Description
First of all: Please excuse me if this issue is a duplicate of some sort, but I've searched for quite some time for a similar issue or at least an answer to the following question/bug/proposal and found nothing.
If I specify that a function has a certain (customized) 'this' type I expect that the function has full access to protected or even private fields of passed instances. Reason being that due to JavaScripts dynamic nature and it's capability to overwrite the this
pointer, a function that is freestanding can still act like an extension method to a class.
Below you can find a simple JavaScript-like style of extending a existing class, which fails in TypeScript, because it strictly forbids access to private and protected fields outside of the actual class:
class MyClass {
protected p: number;
constructor() {
this.p = 123;
}
}
interface MyClass {
extension(p: number): void;
}
MyClass.prototype.extension = function (this: MyClass, p: number) {
// FAILS with:
// error TS2445: Property 'p' is protected and only accessible within class 'MyClass' and its subclasses.
this.p = p;
}
const instance = new MyClass();
instance.extension(456);
I realize that some kind of "official" class extension technique will get into TypeScript sooner or later, but all of the proposals I've seen extend the actual JavaScript language with new keywords. This question/bug/proposal here though, basically does exactly the same as the existing extension proposals but within the boundaries of the JavaScript language (apart from the existing language extensions for the type checker).
I thus humbly suggest to loosen this strict access control and allow us to write extension methods to at least some extend before v2.0 is finally released.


Nothing but the lines below from the one containing "width=1024, height=640 screenshot." through the one containing "Show the detection result for clothing." should appear in the answer, exact and without pictures.

DATA LISTING:
[Start of section]
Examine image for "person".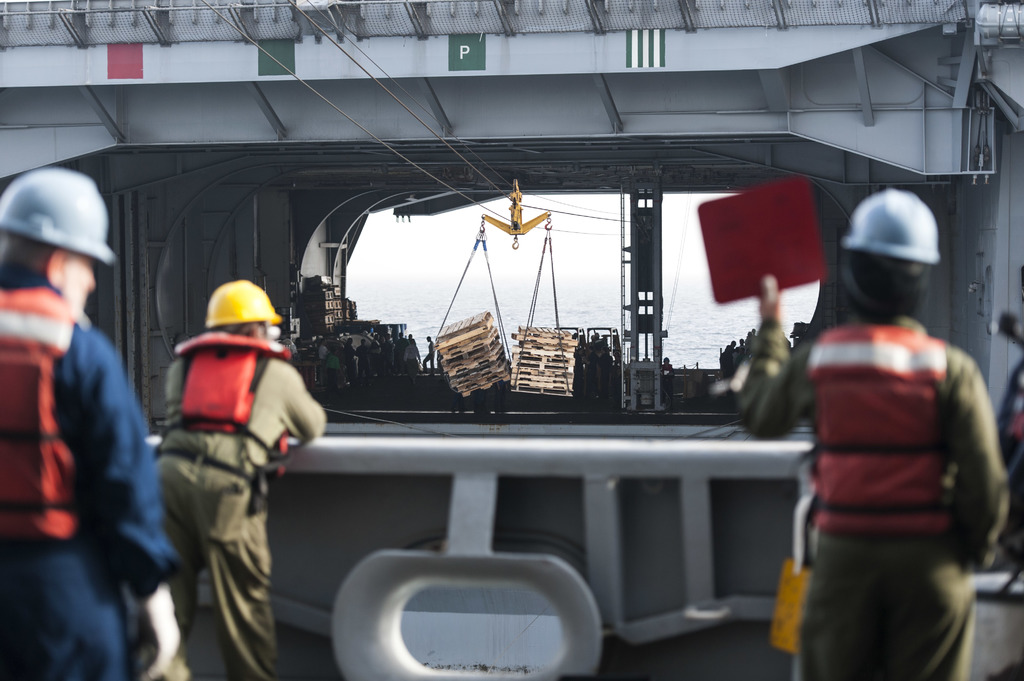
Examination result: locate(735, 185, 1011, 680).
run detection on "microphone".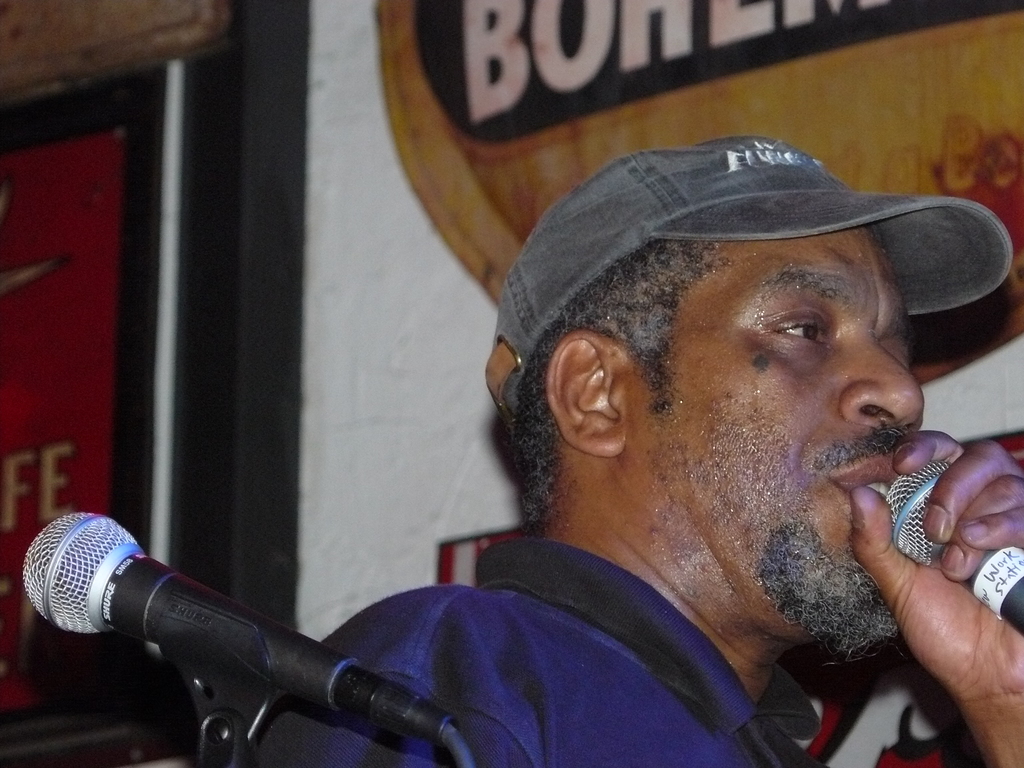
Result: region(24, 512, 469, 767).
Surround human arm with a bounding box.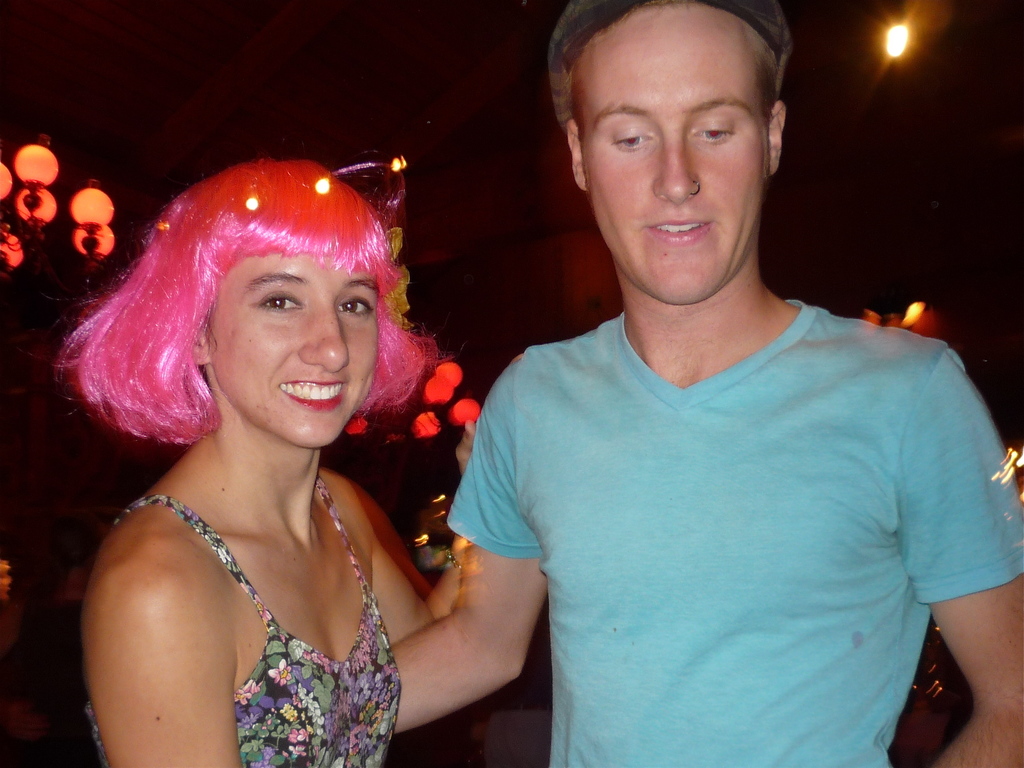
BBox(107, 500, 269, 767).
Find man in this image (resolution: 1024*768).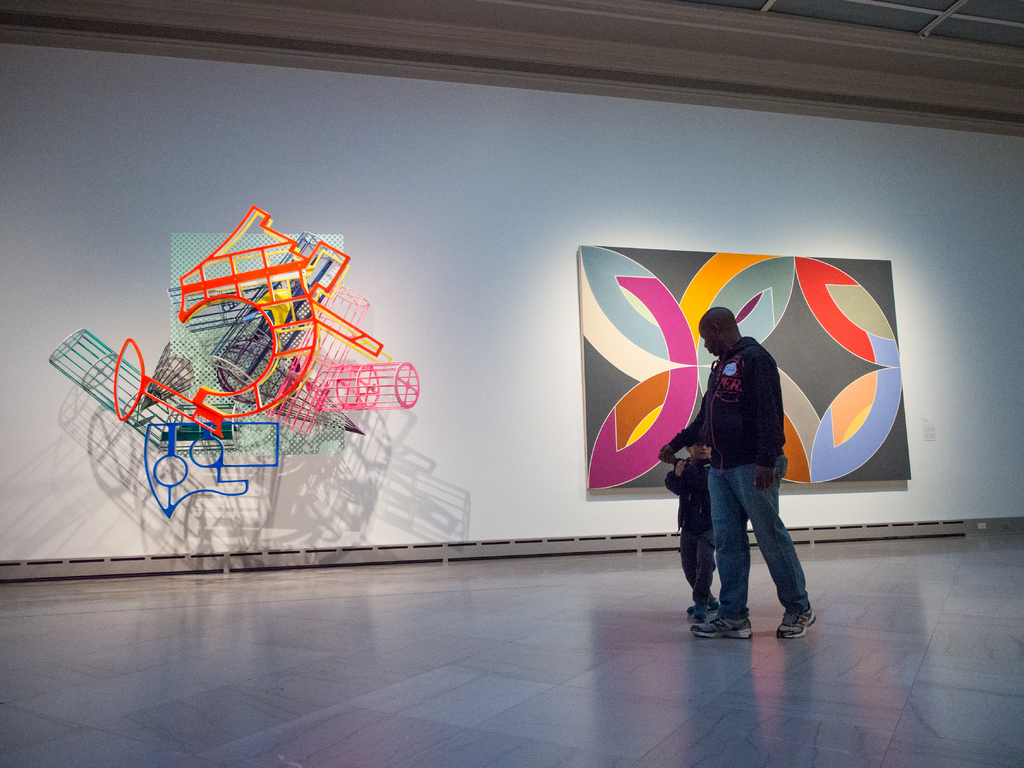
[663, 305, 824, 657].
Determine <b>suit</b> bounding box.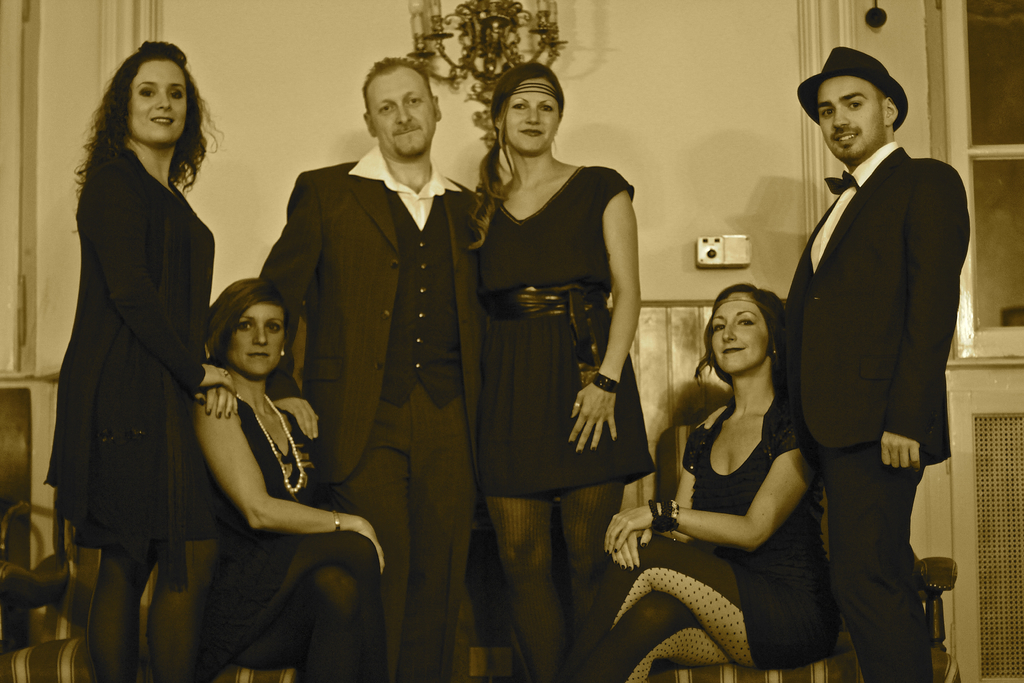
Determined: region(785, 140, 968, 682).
[End of section]
[Start of section]
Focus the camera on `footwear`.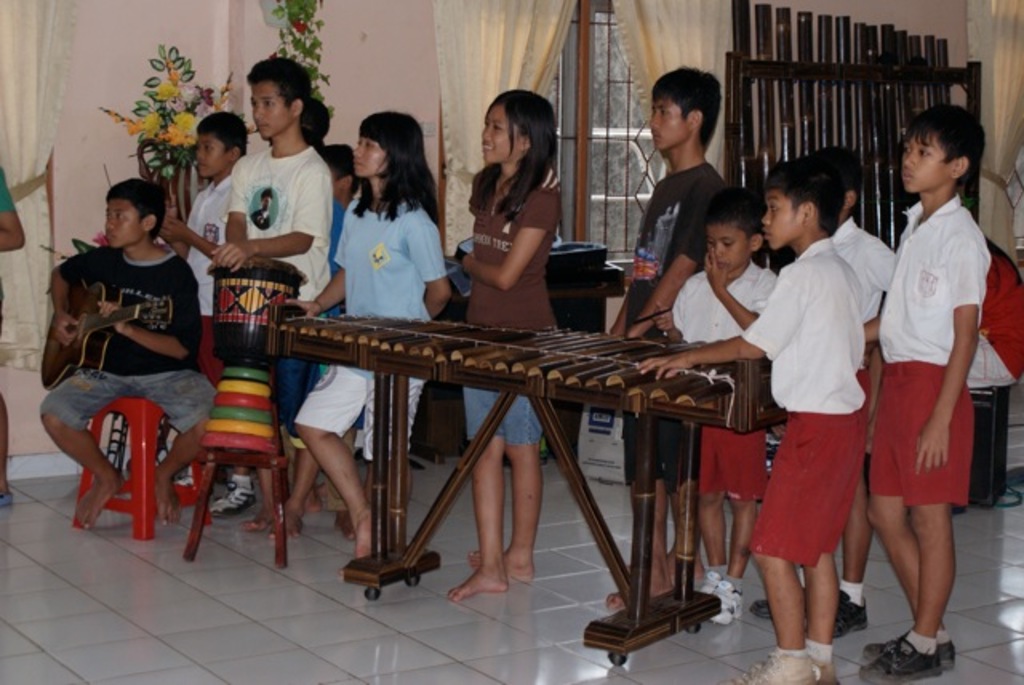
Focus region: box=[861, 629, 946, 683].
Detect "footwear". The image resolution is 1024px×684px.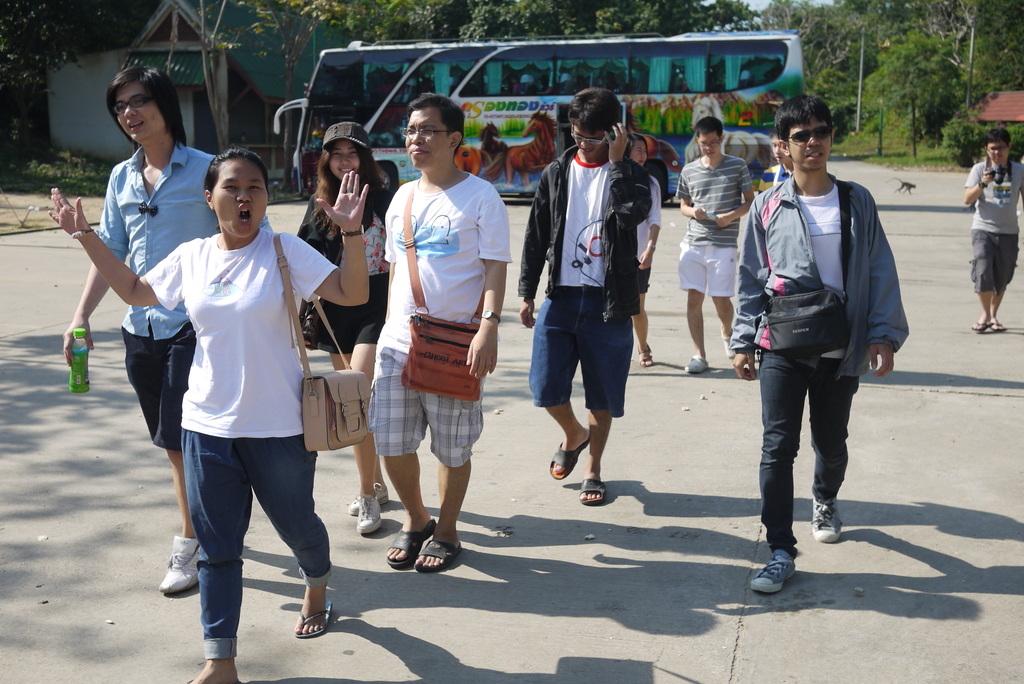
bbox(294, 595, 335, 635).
[End of section]
[Start of section]
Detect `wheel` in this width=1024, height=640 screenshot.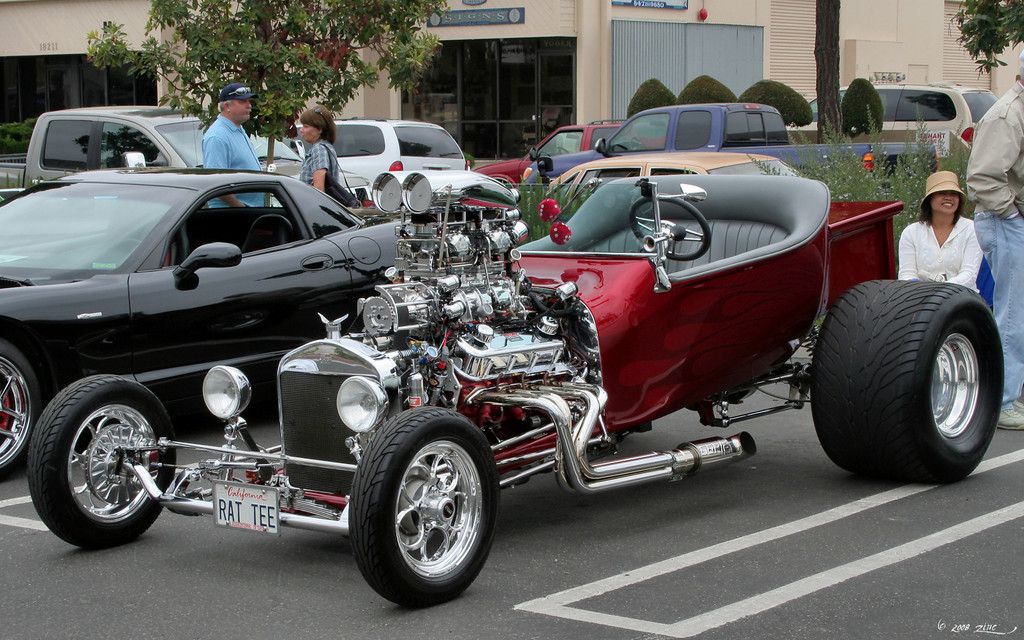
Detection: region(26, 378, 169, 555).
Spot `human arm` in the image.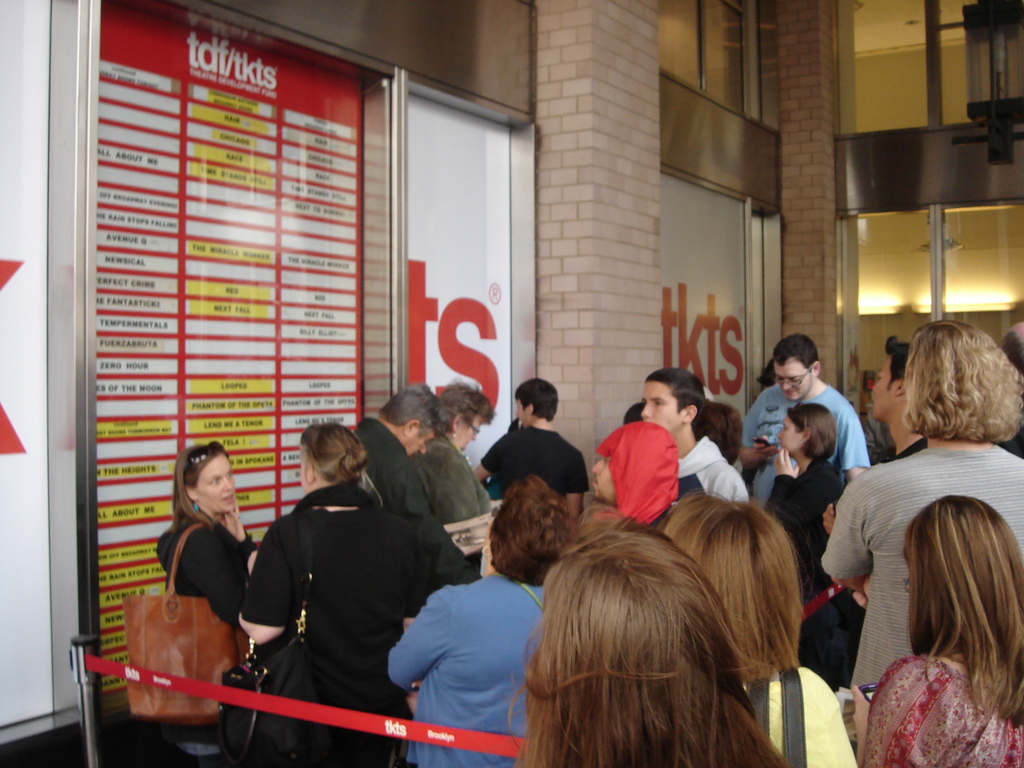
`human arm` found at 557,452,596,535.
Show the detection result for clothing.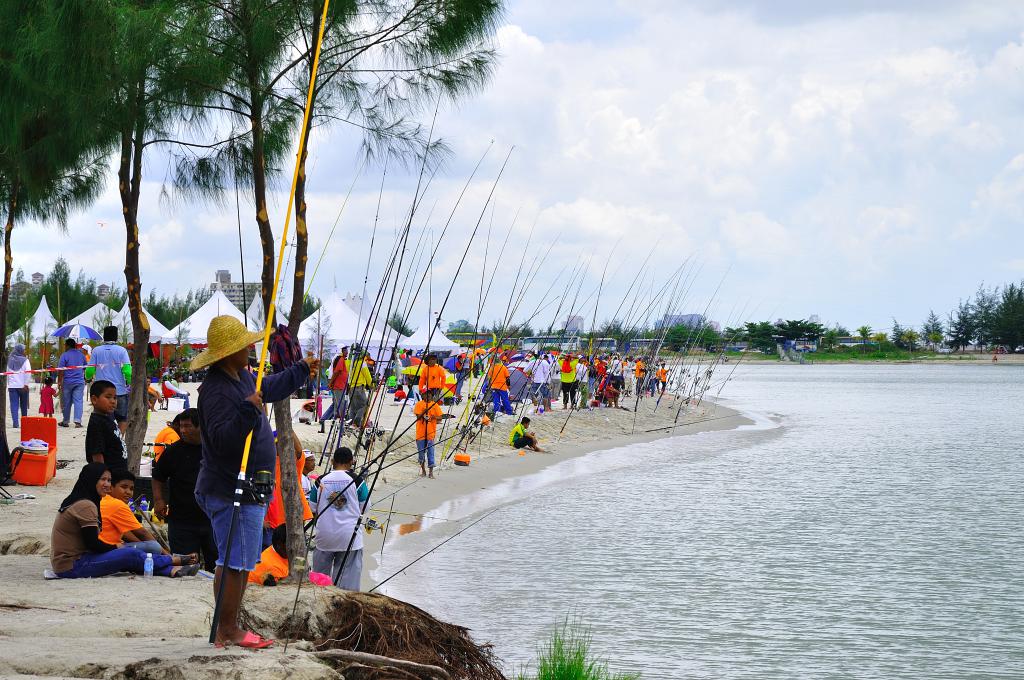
[End of section]
RESPONSE TO THE TASK:
Detect `wheel` in this width=1024, height=640 screenshot.
Detection: region(26, 378, 169, 555).
Spot `human arm` in the image.
`human arm` found at 557,452,596,535.
Show the detection result for clothing.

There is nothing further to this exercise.